A late, but possibly great, harvest is in the offing!
Plus, it's the last week for our advance wine sale. Please don't miss it.
Good things come to those who wait. - English proverb
But don’t wait too long. Our advance wine sale ends Thursday!
On September 1—five days from now—the prices on our 2021 Inaugural Vintage wines are going up. So is the shipping. If you haven’t yet placed your advance order, especially for our celebratory Eclipse Malbec (remember, the Great American Eclipse is April 8th!) please do so before Friday. As a loyal reader you’ve earned the discounted pricing and free shipping but as we prepare for our official release date, we need to get our pricing in line with the true value of the wine. We will be shipping out all orders, including all advance orders, around October 1 assuming the weather is cool enough by then for safe transport.
Go to www.tinyvineyards.com right now and lock down your allotment. All three wines are already tasting fantastic, and will be a wonderful addition to your holiday meals this fall and for your eclipse chasing this coming spring!
Is harvest late?
Normally, by this time of the year every red grape in the valley is exactly that, red . . . or purple, or crimson, or black blue. And every white wine grape has been harvested, or is just days away from being picked. But as you’ve undoubtedly heard, harvest in Norther California wine country is two to three weeks behind this year, and most of the grapes you see hanging in the thousands of acres of vineyards that make up the patchwork skin of our landscape are just now going through veraison—a French term that describes “a physiological stage of grape development where the berries stop accumulating mass and start accumulating sugar. More visibly, red grapes start their color change from green, while white grapes take on more of a yellow tint.”
I borrowed this description from the Tablas Creek Blog, unequivocally the best writing on viticulture and wine making there is on the Internet. Check them out and be sure and scroll down through two or three of their latest postings about Harvest 2023. Bottom line: Yes, harvest is going to be late this year—due to our long, cool, wet spring and, so far, pretty moderate summer—but it’s not necessarily bad news. Despite some whacky viticulture happenings, like shatter, millerandage (also known as hens and chicks), and oddly enough, sunburn, there’s an upside for the quality of wine to expect if not the quantity. I’ll let the scribes at Tablas Creek describe these conditions simply because they’ve already done it far better than I ever could.

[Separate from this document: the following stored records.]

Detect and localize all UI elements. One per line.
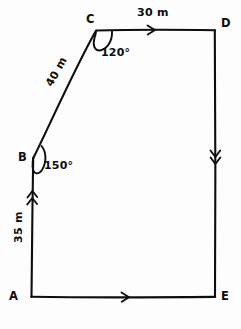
vertex-label-C: C [86, 14, 94, 26]
vertex-label-A: A [9, 291, 18, 303]
angle-label-C: 120° [101, 47, 130, 58]
vertex-label-E: E [221, 291, 229, 303]
edge-BC [34, 32, 96, 158]
edge-AB [32, 159, 34, 298]
edge-AE [31, 297, 215, 298]
angle-label-B: 150° [44, 160, 73, 171]
vertex-label-B: B [18, 152, 27, 164]
side-length-label-CD: 30 m [137, 7, 169, 18]
geometry-diagram: A B C D E 30 m 40 m 35 m 120° 150° [0, 0, 241, 329]
vertex-label-D: D [221, 18, 231, 30]
side-length-label-AB: 35 m [13, 211, 24, 243]
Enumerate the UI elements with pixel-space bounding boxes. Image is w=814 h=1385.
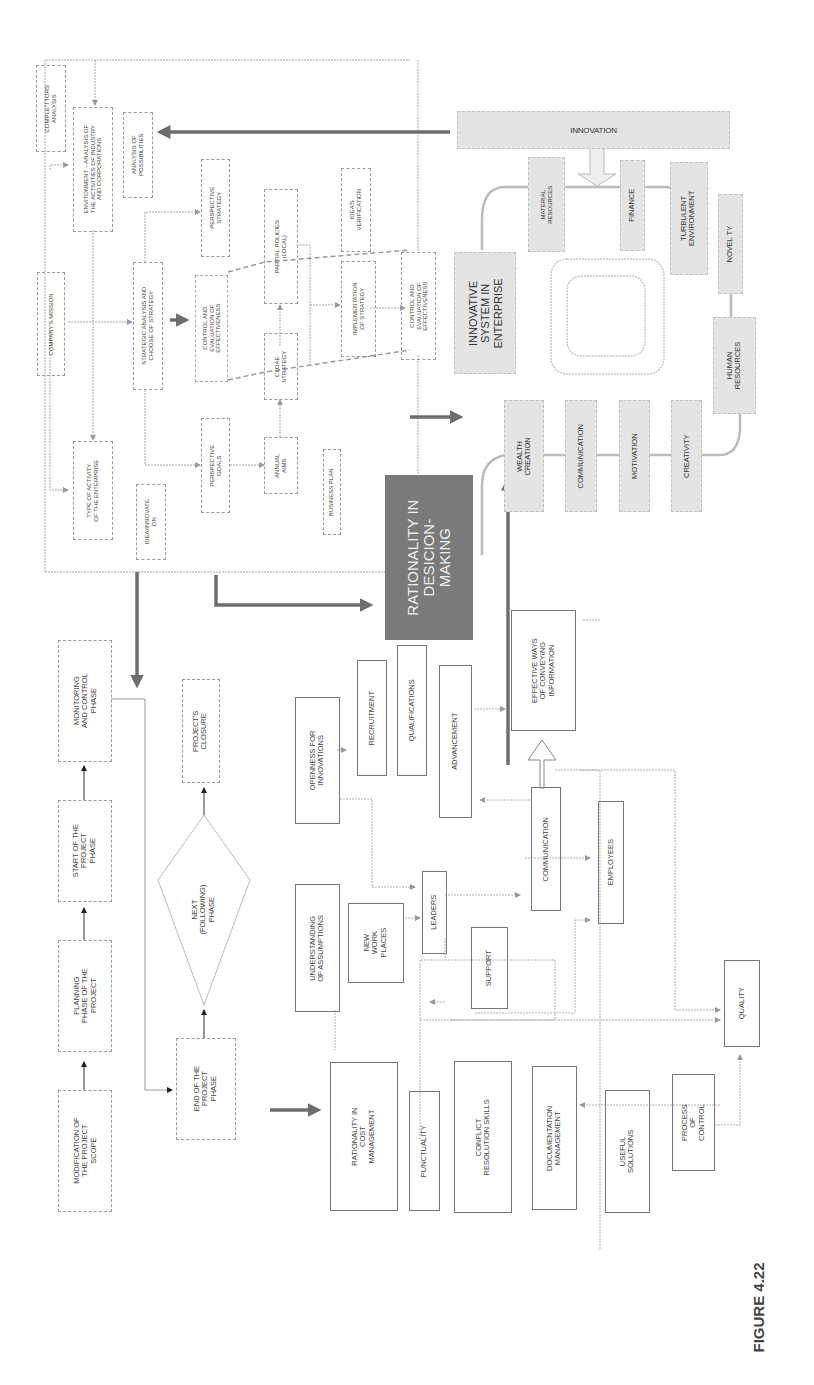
competitors-analysis-box: COMPLE"TTORS ANALYSIS — [36, 65, 66, 152]
advancement-box: ADVANCEMENT — [439, 665, 472, 818]
strategic-analysis-box: STRATEGIC ANALYSIS AND CHOOSE OF STRATEG… — [133, 262, 163, 390]
qualifications-label: QUALIFICATIONS — [408, 680, 416, 742]
new-work-places-box: NEW WORK PLACES — [348, 903, 404, 983]
company-mission-box: COMPANY'S MISSION — [37, 272, 65, 376]
effective-ways-label: EFFECTIVE WAYS OF CONVEYING INFORMATION — [531, 638, 556, 703]
partial-policies-box: PARTIAL POLICIES (LOCAL) — [264, 189, 298, 304]
business-plan-box: BUSINESS PLAN — [323, 449, 341, 535]
openness-innovations-label: OPENNESS FOR INNOVATIONS — [309, 731, 326, 791]
human-resources-box: HUMAN RESOURCES — [713, 317, 756, 414]
project-closure-box: PROJECT'S CLOSURE — [182, 679, 220, 783]
type-of-activity-box: TYPE OF ACTIVITY OF THE ENTERPRISE — [73, 441, 113, 540]
environment-label: ENVITONMENT – ANALYSIS OF THE ACTIVITIES… — [83, 125, 103, 214]
effective-ways-box: EFFECTIVE WAYS OF CONVEYING INFORMATION — [511, 610, 576, 731]
start-phase-label: START OF THE PROJECT PHASE — [72, 824, 97, 877]
analysis-of-possibilities-label: ANALYSIS OF POSSIBILITIES — [131, 134, 144, 176]
figure-caption-text: FIGURE 4.22 — [750, 1262, 767, 1352]
partial-policies-label: PARTIAL POLICIES (LOCAL) — [274, 220, 287, 274]
company-mission-label: COMPANY'S MISSION — [48, 293, 55, 355]
perspective-goals-label: PERSPECTIVE GOALS — [209, 444, 222, 486]
ideas-verification-label: IDEA'S VERIFICATION — [349, 189, 362, 231]
motivation-label: MOTIVATION — [630, 433, 638, 479]
creativity-label: CREATIVITY — [682, 434, 690, 478]
innovative-system-box: INNOVATIVE SYSTEM IN ENTERPRISE — [454, 252, 516, 374]
monitoring-phase-label: MONITORING AND CONTROL PHASE — [72, 674, 97, 729]
finance-box: FINANCE — [620, 160, 645, 251]
employees-box: EMPLOYEES — [598, 801, 624, 924]
communication-management-box: COMMUNICATION — [531, 787, 561, 911]
control-evaluation-dashed-box: CONTROL AND EVALUATION OF EFFECTIVENESS — [195, 275, 228, 382]
idea-innovation-label: IDEA/INNOVATE ON — [144, 499, 157, 544]
understanding-assumptions-box: UNDERSTANDING OF ASSUMPTIONS — [295, 884, 340, 1012]
perspective-goals-box: PERSPECTIVE GOALS — [201, 418, 230, 513]
annual-aims-label: ANNUAL AIMS — [274, 453, 287, 477]
cloae-strategy-label: CLOAE STRATEGY — [274, 351, 287, 383]
leaders-box: LEADERS — [422, 871, 447, 954]
strategic-analysis-label: STRATEGIC ANALYSIS AND CHOOSE OF STRATEG… — [141, 287, 154, 365]
rationality-cost-label: RATIONALITY IN COST MANAGEMENT — [351, 1107, 376, 1165]
competitors-analysis-label: COMPLE"TTORS ANALYSIS — [44, 85, 57, 133]
process-of-control-label: PROCESS OF CONTROL — [681, 1104, 706, 1141]
business-plan-label: BUSINESS PLAN — [329, 468, 336, 516]
control-evaluation-dashed-label: CONTROL AND EVALUATION OF EFFECTIVENESS — [201, 304, 221, 353]
modification-scope-label: MODIFICATION OF THE PROJECT SCOPE — [72, 1118, 97, 1185]
quality-box: QUALITY — [724, 960, 760, 1047]
environment-box: ENVITONMENT – ANALYSIS OF THE ACTIVITIES… — [73, 107, 113, 232]
material-resources-box: MATERIAL RESOURCES — [528, 157, 565, 252]
finance-label: FINANCE — [628, 189, 636, 222]
material-resources-label: MATERIAL RESOURCES — [540, 185, 553, 223]
perspective-strategy-box: PERSPECTIVE STRATEGY — [201, 159, 230, 257]
documentation-box: DOCUMENTATION MANAGEMENT — [532, 1066, 577, 1210]
modification-scope-box: MODIFICATION OF THE PROJECT SCOPE — [58, 1090, 112, 1212]
rationality-decision-making-box: RATIONALITY IN DESICION- MAKING — [385, 475, 473, 640]
analysis-of-possibilities-box: ANALYSIS OF POSSIBILITIES — [123, 112, 153, 198]
next-phase-diamond: NEXT (FOLLOWING) PHASE — [164, 830, 244, 990]
novelty-label: NOVEL TY — [726, 226, 734, 263]
innovation-box: INNOVATION — [457, 111, 730, 149]
control-evaluation-label: CONTROL AND EVALUATION OF EFFECTIVENESS — [408, 281, 428, 330]
turbulent-environment-label: TURBULENT ENVIRONMENT — [681, 191, 698, 246]
cloae-strategy-box: CLOAE STRATEGY — [264, 333, 298, 400]
ideas-verification-box: IDEA'S VERIFICATION — [341, 168, 371, 252]
end-phase-box: END OF THE PROJECT PHASE — [176, 1038, 236, 1140]
turbulent-environment-box: TURBULENT ENVIRONMENT — [670, 162, 708, 275]
innovative-system-label: INNOVATIVE SYSTEM IN ENTERPRISE — [467, 278, 504, 348]
conflict-resolution-box: CONFLICT RESOLUTION SKILLS — [454, 1061, 512, 1213]
useful-solutions-box: USEFUL SOLUTIONS — [605, 1090, 650, 1213]
conflict-resolution-label: CONFLICT RESOLUTION SKILLS — [475, 1099, 492, 1175]
communication-management-label: COMMUNICATION — [542, 817, 550, 881]
leaders-label: LEADERS — [430, 895, 438, 930]
advancement-label: ADVANCEMENT — [451, 713, 459, 770]
rationality-decision-making-label: RATIONALITY IN DESICION- MAKING — [405, 499, 452, 615]
next-phase-label: NEXT (FOLLOWING) PHASE — [191, 885, 216, 935]
wealth-creation-label: WEALTH CREATION — [516, 437, 533, 475]
punctuality-box: PUNCTUALITY — [409, 1091, 440, 1211]
rationality-cost-box: RATIONALITY IN COST MANAGEMENT — [330, 1062, 398, 1211]
communication-innovation-label: COMMUNICATION — [577, 424, 585, 488]
communication-innovation-box: COMMUNICATION — [565, 400, 597, 512]
implementation-label: IMPLEMENTATION OF STRATEGY — [352, 283, 365, 335]
wealth-creation-box: WEALTH CREATION — [504, 400, 544, 512]
novelty-box: NOVEL TY — [718, 194, 743, 294]
support-box: SUPPORT — [471, 927, 508, 1009]
creativity-box: CREATIVITY — [671, 400, 702, 512]
control-evaluation-box: CONTROL AND EVALUATION OF EFFECTIVENESS — [401, 252, 436, 360]
recruitment-label: RECRUITMENT — [368, 691, 376, 746]
understanding-assumptions-label: UNDERSTANDING OF ASSUMPTIONS — [309, 915, 326, 982]
planning-phase-box: PLANNING PHASE OF THE PROJECT — [58, 940, 112, 1052]
new-work-places-label: NEW WORK PLACES — [363, 928, 388, 958]
employees-label: EMPLOYEES — [607, 839, 615, 885]
type-of-activity-label: TYPE OF ACTIVITY OF THE ENTERPRISE — [86, 460, 99, 522]
figure-caption: FIGURE 4.22 — [738, 1262, 778, 1352]
quality-label: QUALITY — [738, 987, 746, 1019]
monitoring-phase-box: MONITORING AND CONTROL PHASE — [58, 640, 112, 762]
planning-phase-label: PLANNING PHASE OF THE PROJECT — [72, 969, 97, 1024]
punctuality-label: PUNCTUALITY — [420, 1125, 428, 1177]
process-of-control-box: PROCESS OF CONTROL — [672, 1074, 715, 1171]
innovation-label: INNOVATION — [570, 126, 617, 135]
implementation-box: IMPLEMENTATION OF STRATEGY — [341, 261, 376, 357]
motivation-box: MOTIVATION — [619, 400, 650, 512]
documentation-label: DOCUMENTATION MANAGEMENT — [546, 1105, 563, 1170]
idea-innovation-box: IDEA/INNOVATE ON — [136, 484, 166, 560]
start-phase-box: START OF THE PROJECT PHASE — [58, 800, 112, 902]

So, let’s talk about “hang time.” Not that bitchin’ gnarly maneuver you do on a surf board, but rather the extended time that a long, slow growing season—like the one we’re currently enjoying—allows grapes to slowly ripen on the vine. The longer hang time they get the greater the complexity of flavors that develop.
And so, we’re fine tuning that right now with controlled irrigation, continued cane tucking and hedging, and aggressive leaf thinning to expose clusters to sunlight, heat and air. As long as the weather doesn’t have a hiccup, or wildfire breaks out, or the rains come early—all admittedly more likely to happen than not—then we could have a harvest like the days of old, picking in the halcyon days of October when our grapes naturally reach true physiological ripeness and oenological promise.
Every year I find two or three bird nests amongst the vines. Usually, it’s during harvest when I’m reaching well within a large vine looking for grape clusters. By that time of year, the nests are almost always deserted, although I will occasionally spook a mama bird off her eggs earlier in the summer when I’m tucking canes. But this year, just this past week actually, I found this marvelous redwing blackbird nest with what could only be an optimistic second or even third clutch of eggs for the season. The discovery was so life-affirming and positive it made me embarrassingly giddy. A harbinger of what is yet to come in bounty from the vineyard.